I retrieved my phone from the floor and turned off all the lights while I gathered the other belongings I needed that were spread throughout my apartment. I was normally organized, but when one part of my life went downhill, the rest of it seemed to follow.
I had remembered to bake the pie, though. And when I pulled it off the counter where it had been cooling, the bottom of the pan was still warm to the touch.
With my hands full, I somehow managed to get downstairs and into my car with little issue. My usual routine was to find one of the several playlists I’d been curating and creating for years. Whichever one fit my mood the best. But there wasn’t a playlist for my mood. So, I started the car and drove to Luke’s house in silence.
TWO
Blakely
You can do it.You can do it. Youhaveto do it, I chanted to myself over and over again as I stared up at the house.
Never had a house felt so intimidating.
“Blakely.” The voice behind me startled me so bad I nearly dropped the pie and the glass dish it was in onto the concrete walkway.
Josh appeared beside me and helped me catch the pie before the worst could happen. He took it from me and appraised me with raised brows.
“It’s not nice to sneak up on people,” I said, smacking him in the arm.
He chuckled and shrugged like he didn’t almost wreck my dessert. “I’m not sure how you didn’t hear my car pull up, or me close the car door, or say your name three times. I wasn’t trying to sneak up on you.”
“Oh,” I said and took a breath. My eyes traveled back to the front of the house, but Josh didn’t let my attention linger too long.
“You okay, Blake? You’re kind of starting to worry me—actually, all of us. You’ve seemed a little…off lately.”
No one had said anything to me, but I would have been surprised if my friendshadn’tnoticed. Josh and I worked together at Murphy’s Law, our favorite bar, and I spent enough time with the rest of them that they would have to be the least perceptive people in the world not to know.
I mustered the best smile I could and waved him off. “Yeah, I’m okay. I just have a lot on my mind right now.”

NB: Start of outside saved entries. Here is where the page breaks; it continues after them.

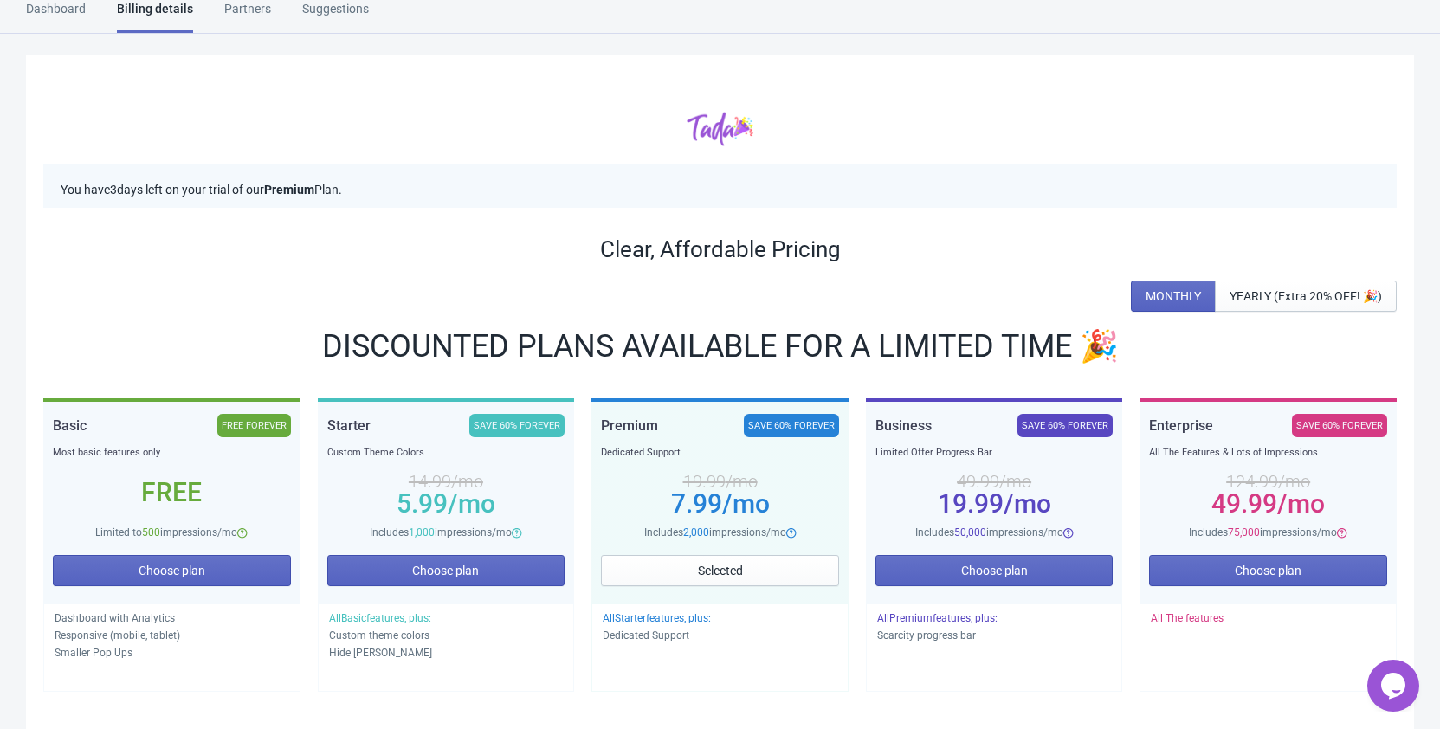 This screenshot has height=729, width=1440. Describe the element at coordinates (903, 425) in the screenshot. I see `div: Business` at that location.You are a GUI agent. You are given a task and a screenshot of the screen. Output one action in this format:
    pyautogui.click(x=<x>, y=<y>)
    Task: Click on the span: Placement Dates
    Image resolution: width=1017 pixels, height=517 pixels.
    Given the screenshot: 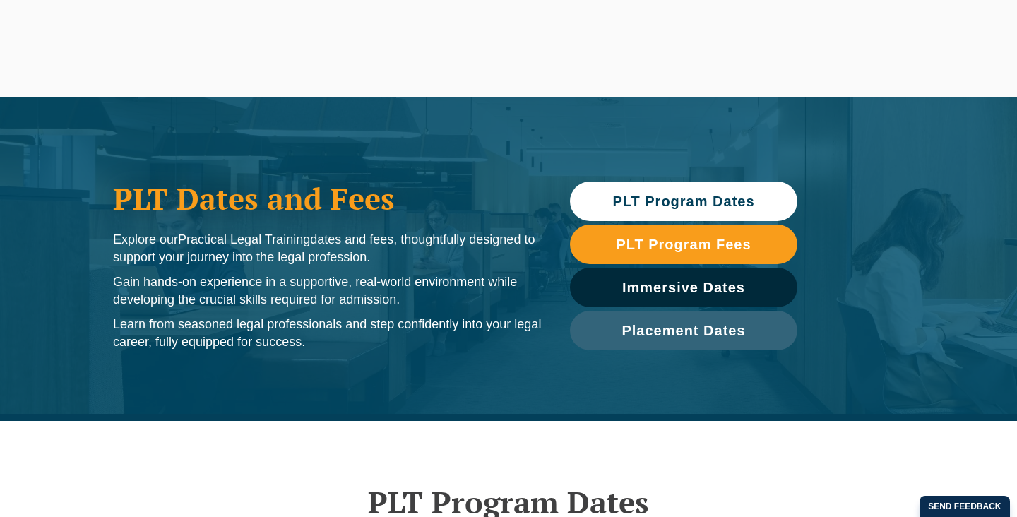 What is the action you would take?
    pyautogui.click(x=683, y=330)
    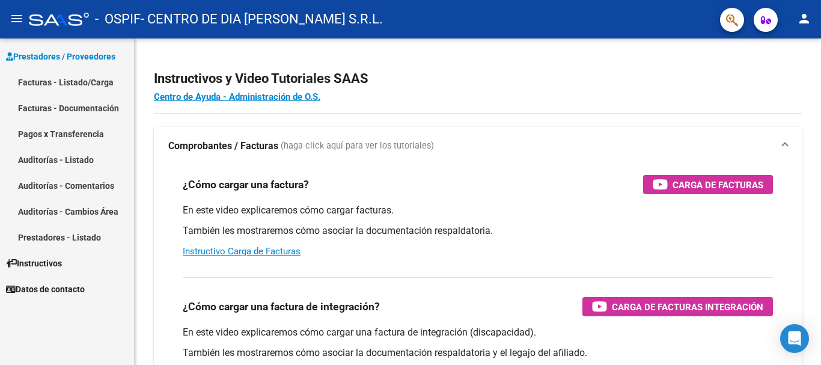 The image size is (821, 365). I want to click on a: Centro de Ayuda - Administración de O.S., so click(237, 97).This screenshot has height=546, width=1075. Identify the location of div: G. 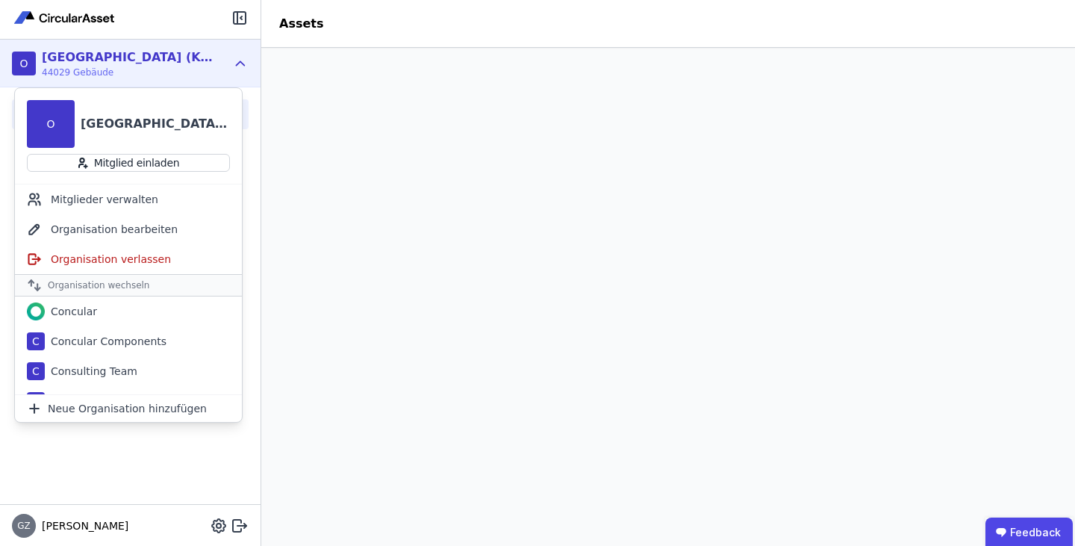
(36, 401).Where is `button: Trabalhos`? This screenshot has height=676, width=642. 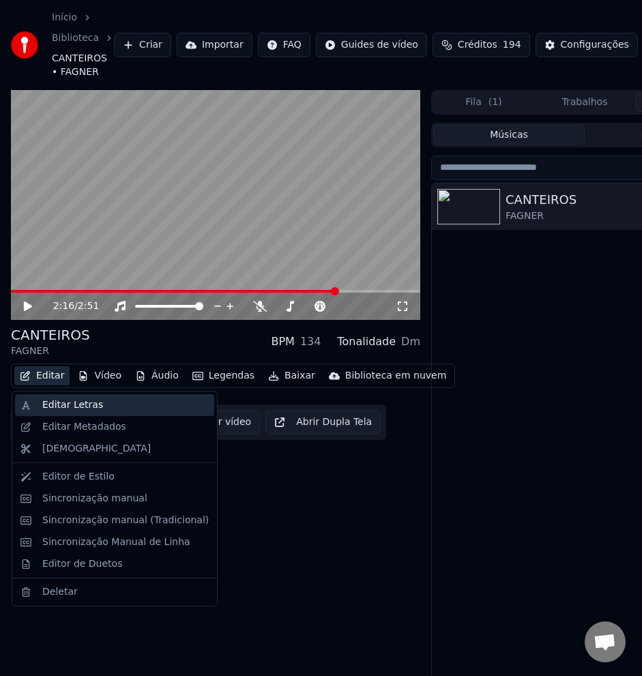
button: Trabalhos is located at coordinates (585, 102).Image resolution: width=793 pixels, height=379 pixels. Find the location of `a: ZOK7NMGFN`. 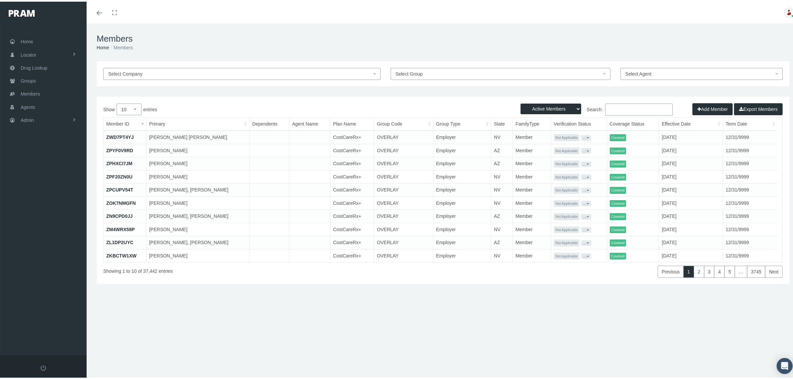

a: ZOK7NMGFN is located at coordinates (121, 201).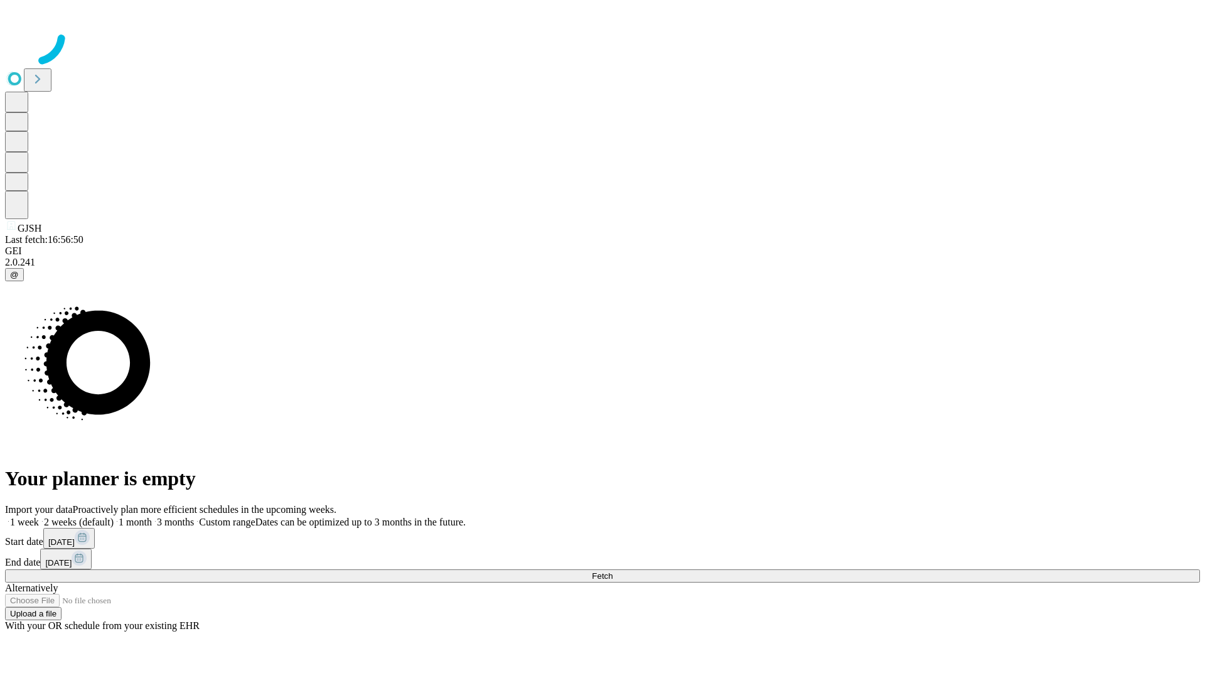  Describe the element at coordinates (602, 262) in the screenshot. I see `div: 2.0.241` at that location.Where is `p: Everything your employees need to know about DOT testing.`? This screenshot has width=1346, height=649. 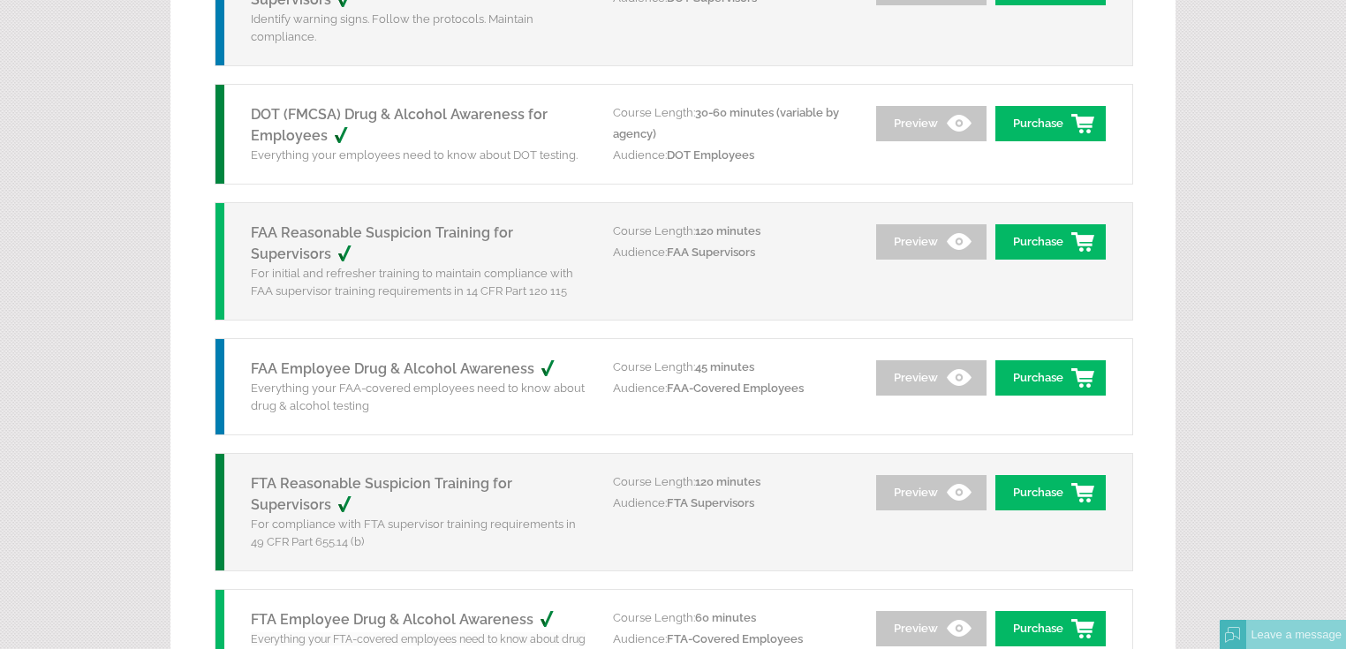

Rather than keeping my gaze averted or just walking into the damn house, I looked at Josh because that’s what a person in a normal state of mind and without something to hide would have done. It was impossible to miss the concern and questions in his blue eyes. And it was equally impossible to ignore them.
It was evident he wanted to say something else, but his attention darted over my shoulder, and he shook his head. “Let’s go inside. You look like a weirdo standing outside the house like this.”
He didn’t give me an option. He reached back and grabbed my hand as he all but hauled me up the stairs and through the front door.
“Blakely’s being weird,” Josh hollered through the house. I glared at him, but his happy, carefree charm easily dismissed it.
“When is she not?” Amanda said, skipping down the hallway from the kitchen and giving me a hug I so desperately needed. Although it didn’t do much, it was enough to not make me feel like my world wasn’t ending. At least for the time being.
Amanda was quite a bit shorter than my five-foot-ten, so I stooped to wrap my arms around her. She looked cute, with her blond hair in a bun on top of her head and her black-framed glasses propped on her nose. We were best friends, but we were also the opposite of one another.
She was Barbie, and I was Barbie’s black cat stepsister.
We walked farther into the house while Amanda took the pie from Josh and veered right into the kitchen. I continued into theliving room, dropping my purse and coat on a bench, while Amanda yelled that she was going to bring me a drink.
Through the windows at the back of the house, I could see James, Reed, and Luke sitting outside on the patio around a firepit. Josh quickly joined them, but I wasn’t going back out in the cold if I could help it.
And the person I most wanted to see was standing in front of the TV with a beer in one hand and his eyes glued to a football game that I regrettably knew nothing about.
“Hey,” I said quietly, coming to a stop right next to him.
Half a second later, Devon’s arm slid around my back, and he tugged me into his side. I wrapped one arm around his middle, then the other, as I leaned into the hug and the calmness he brought with it.
I tucked my head against his shoulder, and he leaned down, kissing the top of my head and breathing a quiet, “Hey, B.”
It wasn’t often I met someone who made me feel small, but Devon, at six-foot-five, definitely did. He took a sip of his beer and settled his jaw on top of my head. We stood like that for a while until Amanda brought me a hot toddy, and we both sat down on the couch.
“My mom won’t stop talking about you,” he said, and I smiled. It wasn’t one I had to force either.